Saturday, September 02, 2006

Is It Art? Marketing Modern Art

Southampton City Council’s Art Gallery has just bought a painting by Bridget Riley, one of our greatest artists. It will fill a gap in what is the finest collection of 20th century British art outside London. From an art lover’s point of view, it would have been nice if the reaction from the local paper hadn’t been ‘Is this really worth £¼m of your cash?’

It’s not that questions like Is It Art? and Is It A Waste of Money? aren’t worth asking- they may even sell newspapers- but, after 50 years, I wish they’d change the record!

Of course there’s no such thing as bad publicity in the sense that at least the purchase got high profile coverage. If nothing else, it shows the Gallery is important and it will lead to more visits. But good publicity is better. This story could have been about the benefits of modern art to the community (Tate Modern has shown the way). We could have read about the extra visitors to what is already a major attraction, the added appeal to investors of a city of culture, oh and the art itself- the opportunity for we locals to see a major work of modern art and get emotional and intellectual stimulation from engaging with it.

As an art-loving PR person, my advice to any regional Public Art Gallery which buys a new work of modern art is- get in first with a sympathetic journalist who will write a positive story before the local government reporter gets hold of it and makes it a story about the crazy spending Council.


Problem statement:
Give back every entry precisely as written, without any of the images.

Dataset records on visual material:
=== Section Start ===
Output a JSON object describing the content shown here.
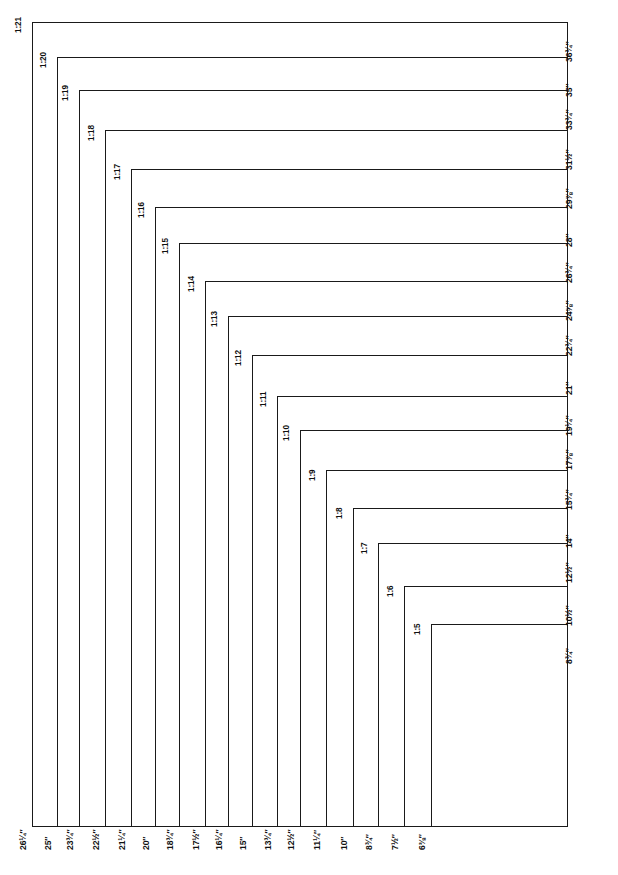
{
  "diagram": {
    "line_color": "#1a1a1a",
    "background_color": "#ffffff",
    "shared_corner": "bottom-right",
    "unit": "inches",
    "rect_count": 17
  },
  "rectangles": [
    {
      "ratio": "1:21",
      "height": "36¾″",
      "width": "26¼″",
      "left": 32,
      "top": 22
    },
    {
      "ratio": "1:20",
      "height": "35″",
      "width": "25″",
      "left": 57,
      "top": 57
    },
    {
      "ratio": "1:19",
      "height": "33¾″",
      "width": "23¾″",
      "left": 79,
      "top": 90
    },
    {
      "ratio": "1:18",
      "height": "31½″",
      "width": "22½″",
      "left": 105,
      "top": 130
    },
    {
      "ratio": "1:17",
      "height": "29⅞″",
      "width": "21¼″",
      "left": 131,
      "top": 169
    },
    {
      "ratio": "1:16",
      "height": "28″",
      "width": "20″",
      "left": 155,
      "top": 207
    },
    {
      "ratio": "1:15",
      "height": "26¾″",
      "width": "18¾″",
      "left": 179,
      "top": 243
    },
    {
      "ratio": "1:14",
      "height": "24⅝″",
      "width": "17½″",
      "left": 205,
      "top": 281
    },
    {
      "ratio": "1:13",
      "height": "22¾″",
      "width": "16¼″",
      "left": 228,
      "top": 316
    },
    {
      "ratio": "1:12",
      "height": "21″",
      "width": "15″",
      "left": 252,
      "top": 355
    },
    {
      "ratio": "1:11",
      "height": "19¼″",
      "width": "13¾″",
      "left": 277,
      "top": 396
    },
    {
      "ratio": "1:10",
      "height": "17⅞″",
      "width": "12½″",
      "left": 300,
      "top": 430
    },
    {
      "ratio": "1:9",
      "height": "15¾″",
      "width": "11¼″",
      "left": 326,
      "top": 470
    },
    {
      "ratio": "1:8",
      "height": "14″",
      "width": "10″",
      "left": 353,
      "top": 508
    },
    {
      "ratio": "1:7",
      "height": "12½″",
      "width": "8¾″",
      "left": 378,
      "top": 543
    },
    {
      "ratio": "1:6",
      "height": "10½″",
      "width": "7½″",
      "left": 404,
      "top": 586
    },
    {
      "ratio": "1:5",
      "height": "8¾″",
      "width": "6⅜″",
      "left": 431,
      "top": 624
    }
  ],
  "frame": {
    "right_edge_x": 568,
    "bottom_edge_y": 827
  }
}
=== Section End ===
Solution to this exercise:
Output a JSON object describing the content shown here.
{
  "diagram": {
    "line_color": "#1a1a1a",
    "background_color": "#ffffff",
    "shared_corner": "bottom-right",
    "unit": "inches",
    "rect_count": 17
  },
  "rectangles": [
    {
      "ratio": "1:21",
      "height": "36¾″",
      "width": "26¼″",
      "left": 32,
      "top": 22
    },
    {
      "ratio": "1:20",
      "height": "35″",
      "width": "25″",
      "left": 57,
      "top": 57
    },
    {
      "ratio": "1:19",
      "height": "33¾″",
      "width": "23¾″",
      "left": 79,
      "top": 90
    },
    {
      "ratio": "1:18",
      "height": "31½″",
      "width": "22½″",
      "left": 105,
      "top": 130
    },
    {
      "ratio": "1:17",
      "height": "29⅞″",
      "width": "21¼″",
      "left": 131,
      "top": 169
    },
    {
      "ratio": "1:16",
      "height": "28″",
      "width": "20″",
      "left": 155,
      "top": 207
    },
    {
      "ratio": "1:15",
      "height": "26¾″",
      "width": "18¾″",
      "left": 179,
      "top": 243
    },
    {
      "ratio": "1:14",
      "height": "24⅝″",
      "width": "17½″",
      "left": 205,
      "top": 281
    },
    {
      "ratio": "1:13",
      "height": "22¾″",
      "width": "16¼″",
      "left": 228,
      "top": 316
    },
    {
      "ratio": "1:12",
      "height": "21″",
      "width": "15″",
      "left": 252,
      "top": 355
    },
    {
      "ratio": "1:11",
      "height": "19¼″",
      "width": "13¾″",
      "left": 277,
      "top": 396
    },
    {
      "ratio": "1:10",
      "height": "17⅞″",
      "width": "12½″",
      "left": 300,
      "top": 430
    },
    {
      "ratio": "1:9",
      "height": "15¾″",
      "width": "11¼″",
      "left": 326,
      "top": 470
    },
    {
      "ratio": "1:8",
      "height": "14″",
      "width": "10″",
      "left": 353,
      "top": 508
    },
    {
      "ratio": "1:7",
      "height": "12½″",
      "width": "8¾″",
      "left": 378,
      "top": 543
    },
    {
      "ratio": "1:6",
      "height": "10½″",
      "width": "7½″",
      "left": 404,
      "top": 586
    },
    {
      "ratio": "1:5",
      "height": "8¾″",
      "width": "6⅜″",
      "left": 431,
      "top": 624
    }
  ],
  "frame": {
    "right_edge_x": 568,
    "bottom_edge_y": 827
  }
}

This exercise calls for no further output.